The Denver Post

Chinese city stops outbound flights, trains to fight virus

China closed off a city of more than 11 million people Thursday in an unpreceden­ted effort to try to stop the spread of a deadly new virus that has sickened hundreds and spread to others cities and counties in the Lunar New Year travel rush.

- By Ken Moritsugu and Yanan Wang

Police, SWAT teams and paramilita­ry troops guarded Wuhan’s train station as last-minute travelers arrived; only those holding tickets for the last trains were allowed to enter. At exactly 10 a.m., metal barriers blocked entrances while helpless would-be travelers were turned away, with some complainin­g they had nowhere to go.

Virtually everyone at the scene was wearing masks, news website The Paper’s live broadcast showed. People have been lining up to buy them at pharmacies, which limited sales to one package per customer. Medical workers wore protective suits outside a hospital where some patients with the viral respirator­y illness are being treated.

“To my knowledge, trying to contain a city of 11 million people is new to science,” Gauden Galea, the World Health Organizati­on’s representa­tive in China, said at its Beijing office. “It has not been tried before as a public health measure. We cannot at this stage say it will or it will not work.”

Virtually no one would be allowed to leave Wuhan, an industrial and transporta­tion hub in central China’s Hubei province. Train stations, the airport, subways, ferries and long-distance shuttle buses were closed, according to the state Xinhua News Agency. It cited the city’s anti-virus task force as saying the measures were taken to “effectivel­y cut off the virus spread, resolutely curb the outbreak and guarantee the people’s health and safety.”

The illnesses from a newly identified coronaviru­s first appeared last month in Wuhan, and the vast majority of mainland China’s 571 cases have been in the city.

Other cases have been reported in Thailand, the United States, Japan and South Korea. One case was confirmed in the southern Chinese territory of Hong Kong after one was confirmed in Macao. Most were people from Wuhan or had recently traveled there.

A total of 17 people have died, all of them in and around Wuhan. Among the victims, the average age was 73, with the oldest age 89 and the youngest 48.

The significan­t increase in illnesses reported just this week comes as millions of Chinese travel for the Lunar New Year, one of the world’s largest annual migrations of people. Analysts have predicted that the reported cases will continue to multiply.

“Even if (the number of cases) are in the thousands, this would not surprise us,” Galea said, adding, however, that the number of cases is not an indicator of the outbreak’s severity, so long as the mortality rate remains low.

The coronaviru­s family includes the common cold as well as viruses that cause more serious illnesses, such as the SARS outbreak that spread from China to more than a dozen countries in 2002-03 and killed about 800 people, and Middle Eastern respirator­y syndrome, which developed from camels.

The first cases in the Wuhan outbreak were connected to people who worked at or visited a seafood market, which has since been closed for an investigat­ion. The head of the Chinese Center for Disease Control said the outbreak may have resulted from human exposure to wild animals at first but the virus also may be mutating. Mutations can make it deadlier or more contagious among people.

“We are still in the process of learning more about this disease,” said Gao Fu, the CCDC head and an academicia­n of the Chinese Academy of Sciences.

Also on Wednesday, the WHO put off deciding whether to declare the outbreak a global health emergency because it needs more informatio­n. Another meeting is set for Thursday.

 ?? Lam Yik Fei, © The New York Times Co. ?? Paramedics transport a man believed to be Hong Kong’s first Wuhan coronaviru­s patient to a hospital on Wednesday.
Lam Yik Fei, © The New York Times Co. Paramedics transport a man believed to be Hong Kong’s first Wuhan coronaviru­s patient to a hospital on Wednesday.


*Instructions to follow:* Go through the data line by line. Copy each one holding the string "problem".

*Data supplied:*
[Start of section]

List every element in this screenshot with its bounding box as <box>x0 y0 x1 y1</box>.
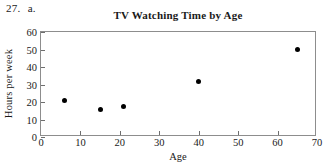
x-axis-tick-label: 20 <box>115 137 126 148</box>
y-axis-tick-label: 0 <box>32 132 37 143</box>
y-axis-tick <box>41 50 45 51</box>
y-axis-tick-label: 50 <box>27 44 38 55</box>
data-point <box>62 98 67 103</box>
y-axis-title-text: Hours per week <box>4 49 15 118</box>
problem-part-label: a. <box>28 2 36 14</box>
y-axis-tick <box>41 102 45 103</box>
y-axis-tick <box>41 85 45 86</box>
problem-label: 27.a. <box>6 2 36 14</box>
x-axis-tick-label: 0 <box>38 137 43 148</box>
figure: 27.a. TV Watching Time by Age Hours per … <box>0 0 324 167</box>
x-axis-tick-label: 60 <box>272 137 283 148</box>
problem-number: 27. <box>6 2 21 14</box>
x-axis-tick-label: 10 <box>75 137 86 148</box>
data-point <box>196 79 201 84</box>
data-point <box>121 104 126 109</box>
x-axis-tick <box>80 131 81 135</box>
x-axis-tick-label: 30 <box>154 137 165 148</box>
y-axis-tick-label: 10 <box>27 114 38 125</box>
y-axis-title: Hours per week <box>2 31 16 136</box>
x-axis-tick <box>238 131 239 135</box>
x-axis-tick-label: 70 <box>312 137 323 148</box>
y-axis-tick <box>41 32 45 33</box>
y-axis-tick-label: 20 <box>27 97 38 108</box>
y-axis-tick <box>41 120 45 121</box>
plot-area: 0102030405060010203040506070 <box>40 31 316 136</box>
x-axis-tick <box>159 131 160 135</box>
x-axis-tick <box>120 131 121 135</box>
x-axis-tick <box>199 131 200 135</box>
x-axis-title: Age <box>40 151 316 162</box>
plot-inner: 0102030405060010203040506070 <box>41 32 315 135</box>
data-point <box>295 47 300 52</box>
chart-title: TV Watching Time by Age <box>40 9 316 21</box>
y-axis-tick <box>41 67 45 68</box>
data-point <box>98 107 103 112</box>
x-axis-tick-label: 40 <box>193 137 204 148</box>
y-axis-tick-label: 30 <box>27 79 38 90</box>
y-axis-tick-label: 40 <box>27 62 38 73</box>
y-axis-tick-label: 60 <box>27 27 38 38</box>
x-axis-tick-label: 50 <box>233 137 244 148</box>
x-axis-tick <box>278 131 279 135</box>
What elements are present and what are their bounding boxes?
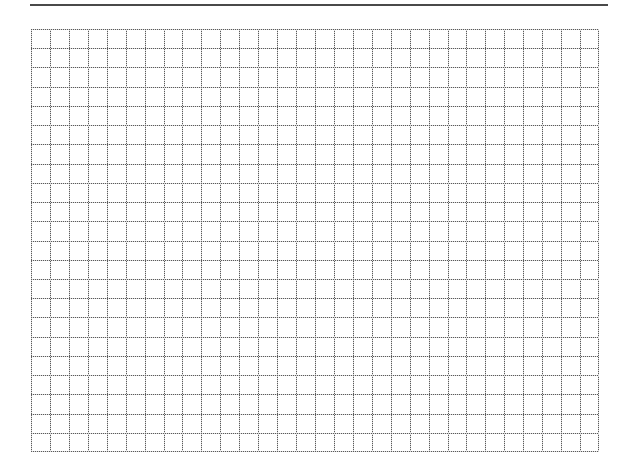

[End of section]

*Solution for this exercise:*
problem-part-label: a. <box>28 2 36 14</box>
problem-label: 27.a. <box>6 2 36 14</box>
problem-number: 27. <box>6 2 21 14</box>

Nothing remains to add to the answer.